Tanner was unable to give an estimate of his losses for the day due to the large area his command covered. Gen Lukin spoke with him by telephone that evening.
*
Private Eddie Fitz found that he would not need to repeat the hectic two days he had experienced as a linesman at Bernafay.
“We marched through the early hours of the morning and we arrived at Delville, through the village of Longueval, just after first light. To avoid any immediate reaction from Jerry we sort of moved right along the sides of the buildings or over some of the rubble. Then we went into an orchard and through it into the wood — to more or less where our OC (Col Tanner) had reckoned his point of entry would be. Because the other chaps had to deploy to other parts of the wood, we deployed in the south-west corner, the section which was never lost.
“When we got
in there the OC said that he would not require telephone lines. His experience of Bernafay was such that he felt that it was too much of a thing to try and keep up telephone communications so he decided to utilise runners. We never established any signals communications with our units because the wood didn’t allow visual and he dispensed with telephone lines. So we were used as runners and other activities around battalion HQ, digging of trenches for them and all that kind of thing.

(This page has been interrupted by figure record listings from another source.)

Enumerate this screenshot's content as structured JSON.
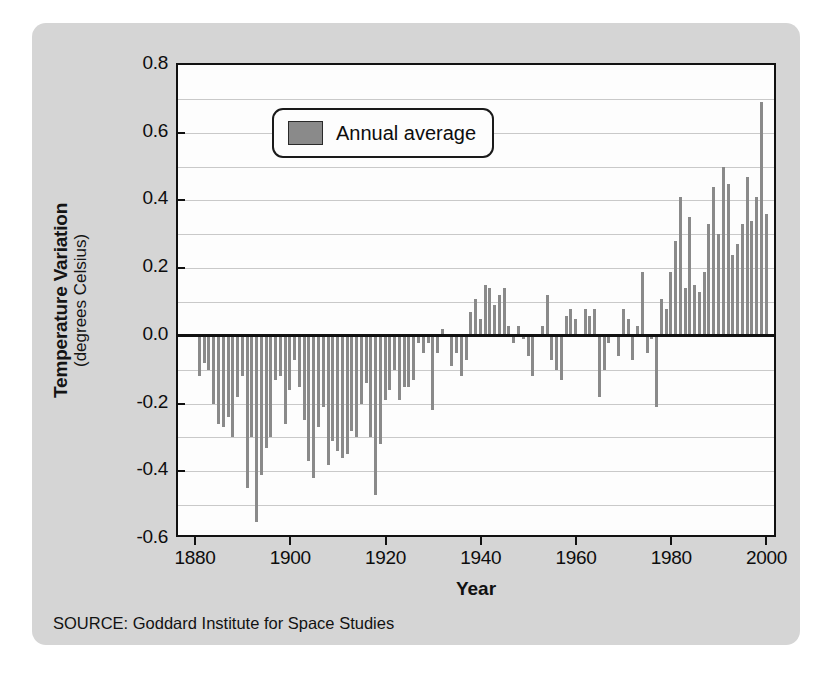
{
  "figure": {
    "card_color": "#d5d5d5",
    "plot_background": "#fdfdfd",
    "source_note": "SOURCE: Goddard Institute for Space Studies"
  },
  "legend": {
    "label": "Annual average",
    "swatch_color": "#8a8a8a"
  },
  "axis": {
    "y_title_line1": "Temperature Variation",
    "y_title_line2": "(degrees Celsius)",
    "x_title": "Year",
    "y_ticks": [
      "0.8",
      "0.6",
      "0.4",
      "0.2",
      "0.0",
      "-0.2",
      "-0.4",
      "-0.6"
    ],
    "x_ticks": [
      "1880",
      "1900",
      "1920",
      "1940",
      "1960",
      "1980",
      "2000"
    ]
  },
  "chart_data": {
    "type": "bar",
    "title": "",
    "subtitle": "",
    "xlabel": "Year",
    "ylabel": "Temperature Variation (degrees Celsius)",
    "legend": [
      "Annual average"
    ],
    "legend_position": "top-center-inside",
    "grid": true,
    "grid_interval": 0.1,
    "bar_color": "#8a8a8a",
    "xlim": [
      1876,
      2002
    ],
    "ylim": [
      -0.6,
      0.8
    ],
    "ytick_interval": 0.2,
    "xtick_interval": 20,
    "zero_line": true,
    "categories": [
      1880,
      1881,
      1882,
      1883,
      1884,
      1885,
      1886,
      1887,
      1888,
      1889,
      1890,
      1891,
      1892,
      1893,
      1894,
      1895,
      1896,
      1897,
      1898,
      1899,
      1900,
      1901,
      1902,
      1903,
      1904,
      1905,
      1906,
      1907,
      1908,
      1909,
      1910,
      1911,
      1912,
      1913,
      1914,
      1915,
      1916,
      1917,
      1918,
      1919,
      1920,
      1921,
      1922,
      1923,
      1924,
      1925,
      1926,
      1927,
      1928,
      1929,
      1930,
      1931,
      1932,
      1933,
      1934,
      1935,
      1936,
      1937,
      1938,
      1939,
      1940,
      1941,
      1942,
      1943,
      1944,
      1945,
      1946,
      1947,
      1948,
      1949,
      1950,
      1951,
      1952,
      1953,
      1954,
      1955,
      1956,
      1957,
      1958,
      1959,
      1960,
      1961,
      1962,
      1963,
      1964,
      1965,
      1966,
      1967,
      1968,
      1969,
      1970,
      1971,
      1972,
      1973,
      1974,
      1975,
      1976,
      1977,
      1978,
      1979,
      1980,
      1981,
      1982,
      1983,
      1984,
      1985,
      1986,
      1987,
      1988,
      1989,
      1990,
      1991,
      1992,
      1993,
      1994,
      1995,
      1996,
      1997,
      1998,
      1999
    ],
    "values": [
      -0.12,
      -0.08,
      -0.1,
      -0.2,
      -0.26,
      -0.27,
      -0.24,
      -0.3,
      -0.18,
      -0.12,
      -0.45,
      -0.3,
      -0.55,
      -0.41,
      -0.33,
      -0.3,
      -0.13,
      -0.12,
      -0.26,
      -0.16,
      -0.07,
      -0.15,
      -0.25,
      -0.37,
      -0.42,
      -0.27,
      -0.21,
      -0.38,
      -0.31,
      -0.34,
      -0.36,
      -0.35,
      -0.28,
      -0.3,
      -0.2,
      -0.14,
      -0.3,
      -0.47,
      -0.32,
      -0.19,
      -0.16,
      -0.1,
      -0.19,
      -0.15,
      -0.15,
      -0.13,
      -0.02,
      -0.05,
      -0.02,
      -0.22,
      -0.05,
      0.02,
      0.0,
      -0.09,
      -0.05,
      -0.12,
      -0.07,
      0.07,
      0.11,
      0.05,
      0.15,
      0.14,
      0.09,
      0.12,
      0.14,
      0.03,
      -0.02,
      0.03,
      -0.01,
      -0.06,
      -0.12,
      0.0,
      0.03,
      0.12,
      -0.07,
      -0.1,
      -0.13,
      0.06,
      0.08,
      0.05,
      0.0,
      0.08,
      0.06,
      0.08,
      -0.18,
      -0.1,
      -0.02,
      0.0,
      -0.06,
      0.08,
      0.05,
      -0.07,
      0.03,
      0.19,
      -0.05,
      -0.01,
      -0.21,
      0.11,
      0.08,
      0.19,
      0.28,
      0.41,
      0.14,
      0.35,
      0.15,
      0.13,
      0.19,
      0.33,
      0.44,
      0.3,
      0.5,
      0.45,
      0.24,
      0.27,
      0.33,
      0.47,
      0.34,
      0.41,
      0.69,
      0.36
    ]
  }
}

“After we got in, other units were coming in. I think it was a section of the (SA) Scottish that came in from our left. While they were standing about there in columns of ‘lumps’ a big ‘heavy’ came into them and four of those chaps simply disappeared! It landed right in the middle of them.
“Of course, to start with there was very little activity. Jerry came awake to this rather late. One of my company signallers was going along with his rifle slung over his shoulder, bayonet stuck up in the air, and a telephone hanging from his shoulder. They had the equipment; whether or not they were going to connect it up at that stage didn’t matter. He was pushing his way through because there was bush and undergrowth at that particular stage. He pushed some undergrowth apart only to discover a Jerry sitting in a shell-hole just behind. The Jerry grabbed for his rifle and sort of up and fired — and missed this chap. The signaller in the meantime whipped his rifle off his shoulder and jumped into the trench bayonet first and pinned this fellow to the ground. That’s how Jerry was taken — just like that!
“In the course of the morning and toward lunch things had warmed up very considerably as Jerry had started to counter-attack both by artillery and infantry fire. Round about 3 pm the cry was ‘ammunition!’
“We were instructed under a sergeant to go scrounging for ammunition. We scrounged all about and went into Longueval, into a temporary dressing-station we found there and we all came back, strapped around the neck with eight or ten khaki bandoliers — loaded with them. Then we had to distribute them down to our companies and we were sniped at. I didn’t shoot at anybody. I wasn’t in a position to do much as we were occupied. In the normal course of events I would have had to be running lines.